This is my final year as Children’s Commissioner, a post it has been a pleasure and a privilege to hold. We’ve spent the time relentlessly showing government where children are falling through gaps in the system – it’s undeniable that there is a group of kids who are left out of the nation’s progress. They fall out of school, have lower life chances and poorer health. Is the Government willing to sacrifice 20% of children to this? We’ve meticulously gone through every area where the social safety net does not exist for these kids – from social care support to schools and mental health services.
We have done so much to fill these gaps in knowledge, yet there is so much still to do. Particularly striking has been the Government’s failure to take on some of this complex data collection work itself. From the services provided to children with lower level mental health needs, to the amount spent on speech and language therapy; waiting times for CAMHS appointments; movements of children within the care system; drug and alcohol treatment for teenagers; homeless kids; local safeguarding arrangements; and even, at the very most basic level of knowledge, how many children are locked up in this country at any one time and where – the lack of curiosity from government has been stunning.
I don’t think it’s random at all. It stems from, first, the splitting of responsibility for children between multiple departments and ministers, hence why I called in our Manifesto for Children last year for a Cabinet committee for children. Second, it stems from a hopeless ‘lost cause’ attitude – because no-one in government has been able to work out what should be done about all these children in crisis. Time and again they ask, ‘What works?’ To which the only true answer is, ‘It depends’. What doesn’t work is cutting services and doing nothing – failing to collect any data, shutting your mind to the problems until school exclusions explode, mental health teams are overwhelmed, and violence spills out onto the streets.
One piece of research we conducted last year explored children’s feelings of danger on the streets. It arose from a consultation with kids for last year’s business plan in which they kept mentioning, unprompted, how unsafe they felt. This is also not random. It arises from the interaction between social media – the swift exchange of news and rumour – with the lack of police on the streets; spiralling exclusions leaving more and more children for whom a gang is the best hope of a place to belong; from a lack of visible people in authority with the time and care to speak to these kids; and from poverty. Until government makes children a priority, tries to understand them better, collects the basic information it needs, and invests in improvements, these problems won’t go away.
This is the challenge for government – this Government in particular with its strong mandate, which claims to believe in data, and has the time and power to change things for our most troubled kids. I’ve seen pieces of analysis here and there, organisations outside government working with local authorities to track the movements and risk factors of individual children. They can tell you precisely which kids are likely to end up homeless, or what are the signs that a child is at imminent risk of permanent exclusion. Yet central government (and there have been four different government administrations in my six year term of office) hasn’t been interested.

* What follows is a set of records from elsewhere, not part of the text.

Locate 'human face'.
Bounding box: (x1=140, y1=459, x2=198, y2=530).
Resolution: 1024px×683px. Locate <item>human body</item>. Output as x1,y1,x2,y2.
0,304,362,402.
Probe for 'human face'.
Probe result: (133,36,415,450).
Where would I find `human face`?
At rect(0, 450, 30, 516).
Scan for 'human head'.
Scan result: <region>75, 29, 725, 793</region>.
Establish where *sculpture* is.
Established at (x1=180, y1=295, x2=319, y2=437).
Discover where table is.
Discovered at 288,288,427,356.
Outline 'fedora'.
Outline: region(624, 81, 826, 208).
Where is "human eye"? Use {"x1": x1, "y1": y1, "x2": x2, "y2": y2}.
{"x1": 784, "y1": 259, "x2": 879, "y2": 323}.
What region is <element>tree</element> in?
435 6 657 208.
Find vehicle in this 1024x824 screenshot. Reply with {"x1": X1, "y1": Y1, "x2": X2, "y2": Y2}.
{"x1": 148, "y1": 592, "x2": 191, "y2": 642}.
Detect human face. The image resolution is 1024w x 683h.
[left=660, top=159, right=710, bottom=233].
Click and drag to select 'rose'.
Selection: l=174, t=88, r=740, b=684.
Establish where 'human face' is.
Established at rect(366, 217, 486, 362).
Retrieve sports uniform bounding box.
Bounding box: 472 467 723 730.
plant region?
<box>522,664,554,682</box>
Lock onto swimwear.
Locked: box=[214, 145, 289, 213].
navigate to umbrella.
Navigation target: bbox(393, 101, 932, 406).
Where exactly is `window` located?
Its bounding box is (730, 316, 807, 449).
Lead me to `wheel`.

It’s for this reason that my business plan this year makes clear throughout what we know, what additional evidence we at the Children’s Commissioner aim to collect this year, and what I believe government needs to do in order to grow the evidence base and inform sound policy. As I publish this business plan – which is a statutory responsibility – the country is in the grip of the early stages of COVID-19, and schools have just been closed. We will do our best to deliver this plan of work but understand of course that government attention is elsewhere for the time being, and that we may be called upon to help in the fight against COVID-19.
The crisis will, however, pass. And then a government aiming to be bold and brave, wanting to recast the country as a confident global leader, comfortable in its own skin; a government that has recognised there are groups and communities left behind in modern Britain, and that has staked its future on levelling up – that government will still need to step up to the challenge of making sure all kids are part of their new Britain. It shouldn’t require a visit from the Children’s Commissioner to remind our public services that children are humans too.